Some students and parents who go all-in financially could be concerned that heavy workloads affect a professor’s ability to go all-in in return.
“I don’t think that’s something that a parent or a student should be concerned about that that adjunct faculty member is not as committed as that full-time faculty member,” she said.
Adjuncts have reported stress associated with heavy workloads.
“Just so you know, we’re all stressed,” Rinehart said. “That’s important to remember that adjunct faculty’s responsibilities are about teaching. Full-time faculty members’ are about teaching and then all these roles of shared governance. So, everybody is in the pinch of a term. We all have moments of feeling stretched.”
Health care and benefits
As reported by the 2019 Faculty Climate Survey, 62.4 percent of part-time faculty members said health benefits related to their part-time positions are important to them. Adjunct faculty need to teach six 4-credit courses in a 12-month measurement period, must be credited with at least 1,000 hours of service in a 12-month measurement period or a combination of both.
Rinehart said that the threshold for medical eligibility under the Affordable Care Act requires that for every hour in the classroom, there must be 1.25 hours credited.
“And then DePaul took one hour in the classroom and gave four hours credit,” she said. “That’s a gesture that DePaul made.”
According to the National Association of College and University Business Officers, that isn’t exactly the case. The regulation says adjunct faculty would get credited with 2.25 hours of service per week for each hour teaching in the classroom. In addition, adjunct faculty would get credited “an hour of service per week for each additional hour outside of the classroom the faculty member spends performing duties he or she is required to perform (such as required office hours or required attendance at a faculty meeting).”
For adjunct faculty who face serious health concerns or lose their courses due to declining enrollment, there is not a policy in place to protect them from losing their health benefits. Rinehart said that “within the confines of the policies, that is something that happens. People will lose eligibility if their classes are canceled year-to-year. Currently, within our system, there is nothing that we can do in that circumstance.”

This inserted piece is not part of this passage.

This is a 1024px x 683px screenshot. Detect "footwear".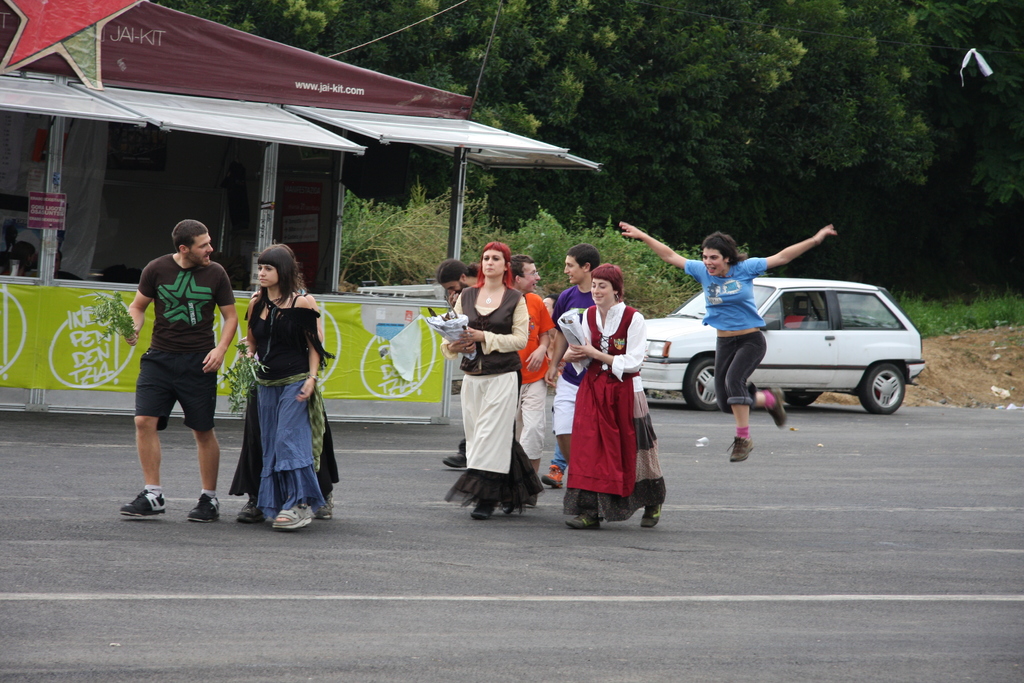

DePaul does not have plans to change health care eligibility. “The threshold is already generous,” Rinehart said. “I don’t know any plan to change the calculation of which that’s done.”
The budget deficit
As previously reported by The DePaulia, DePaul University faces a $11 million budget deficit after shortcomings in enrollment in recent years. Since adjunct faculty do not receive an annual salary or consistently receive benefits, adjuncts can be perceived as cost-efficient compared to their full-time counterparts.
Rinehart said she doesn’t think the use of part-time faculty is primarily driven by budget considerations. “But it’s also acknowledged that the budget crisis is a result of enrollment. Shifting enrollment has consequences for staffing and unit,” she said.
She said the university does not have plans to replace tenure positions with part-time positions. Instead, positions are moved to units that have growing enrollment and taken from units where enrollment is declining.
“These proportions are staying pretty steady,” she said. “I can’t see into the future, but I can tell you that looking backwards, we have a pretty steady trend all the way through.”
Moving forward
Rinehart said the changes that DePaul is making for its adjuncts is coming through the Workplace Environment Committee (WEC), a committee established in 2016 to voice the concerns of adjuncts. According to Rinehart, the WEC has brought new things to DePaul, like a Faculty Council liaison for part-time faculty, creating an adjunct faculty appeal process, adding an adjunct resource website and resource fair.
Adjunct faculty currently do not have voting rights. Nathan DeWitt, the WEC’s Chairman, previously said in a DePaulia report that the WEC is an advisory committee and that they do not have leverage. However, Rinehart said voting power is “under discussion now.”
Rinehart said adjunct faculty members should not fear being retaliated against.
“I totally understand the feeling of being vulnerable, given that they are hired by course, by quarter, by year,” she said. “But I don’t think they should feel that way.”
There is an adjunct faculty appeals process protected by the Code of Conduct to protect adjunct faculty who feel they have been wrongfully terminated, but it only applies during the course contract period. So far, she said, no one has appealed a wrongful termination due to speaking out that she is aware of.
There is not a specific goal or plan that faculty can anticipate but when asked what the WEC’s end goal is, Rinehart said to “support part-time faculty as best as we can, within our resources and within their expectations.”